Journalists from international news organizations Al Jazeera, Agence France Presse, and Reuters were among the victims, according to statements from their outlets.
Roughly around the same time – about 5 p.m local – the Israeli military said that it had fired artillery at Lebanese territory after a border fence exploded near the Israeli kibbutz of Hanita. The Israeli military has not responded to CNN’s request for comment.
Hanita is just across the border from the Lebanese town of Alma Chaab, where the group of journalists was covering the exchange of fire, CNN’s video analysis shows.
A Reuters livestream showed smoke rising from the area, according to CNN’s geolocations, before a thud is heard.
In the next instant, the camera lens is suddenly covered with dust, and a woman can be heard screaming in the background.
“Oh god. Oh god. What’s happening? … I can’t feel my legs,” she cries.
Christina Assi, a journalist for Agence France Presse, was later seen in video of the aftermath lying on the ground with leg wounds.
Reuters videographer Issam Abdallah was found dead after the attack. He had been operating the live signal that recorded the fateful moment, Reuters said.
Social media posts show that the victims were clearly identifiable as media. In the hour before the attack, Assi posted a video on her Instagram stories showing the whole group wearing helmets and protective vests clearly labeled as “Press.”
Abdallah had posted on Instagram just before his death – a photo of himself wearing a helmet and a press vest, smoke billowing in the distance behind him, with his location listed as Alma Chaab.
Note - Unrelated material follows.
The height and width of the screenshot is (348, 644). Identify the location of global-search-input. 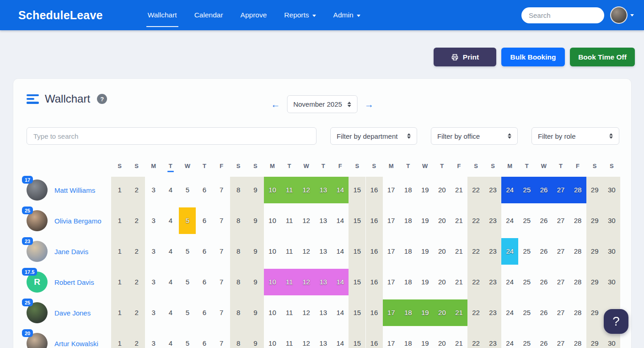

Later, video showing his charred body showed the same spot in Alma Chaab, according to geolocation analysis by CNN’s open-source team. A few meters away, a vehicle can be seen in flames.
The site was first geolocated by opensource expert Benjamin Pittet of Geoconfirmed.
In videos verified by CNN of the aftermath of the attack, at least two other journalists are seen bloodied. In one video, American journalist Dylan Collins from AFP is seen with his head and a wrist in a bloodied bandage, his shirt stained in blood and covered in dust. Medics rush to their aid.
Someone can be heard saying, “Leave that one, save who you can.”
Israel and militants in Lebanon have been engaged in a tit for tat exchange of fire on the border between the two countries since last weekend, when Hamas’ Oct 7 surprise attack on Israel, and Israel’s attack on Gaza that followed, prompted regional tensions to spiral.
Hezbollah, a Lebanese armed group backed by Iran, said it fired at four different Israeli locations on Friday. No party has claimed responsibility for the border explosion near Hanita, but Palestinian militants in Lebanon are known to have repeatedly launched attacks on Israel over the last week.
Minutes after the Israeli military’s statement acknowledging it had fired toward Lebanese territory, Lebanon’s state news agency released two statements saying that Israel had fired several rounds of artillery at Alma Chaab and the surrounding areas.
A Lebanese security source told CNN that an Apache helicopter was also seen over the location where the journalists were attacked, and that a tank — which may have fired the artillery — was on the Israeli side of the border area.
Earlier on Friday, a CNN team had met Abdallah at a pro-Palestinian rally being covered by journalists at the border town of Maroun el-Ras. A seasoned journalist who has covered conflict in the Middle East for many years, he appeared to be in good spirits.
Abdallah had a live Instagram feed that was still running for hours after he was reported dead. His last Instagram post was a picture of the late Palestinian journalist Shireen Abu Akleh, whom CNN found was likely killed by Israeli forces while she was covering an Israeli raid in the occupied West Bank last year.
CNN’s Ben Wedeman and Charbel Mallo contributed to this report from southern Lebanon.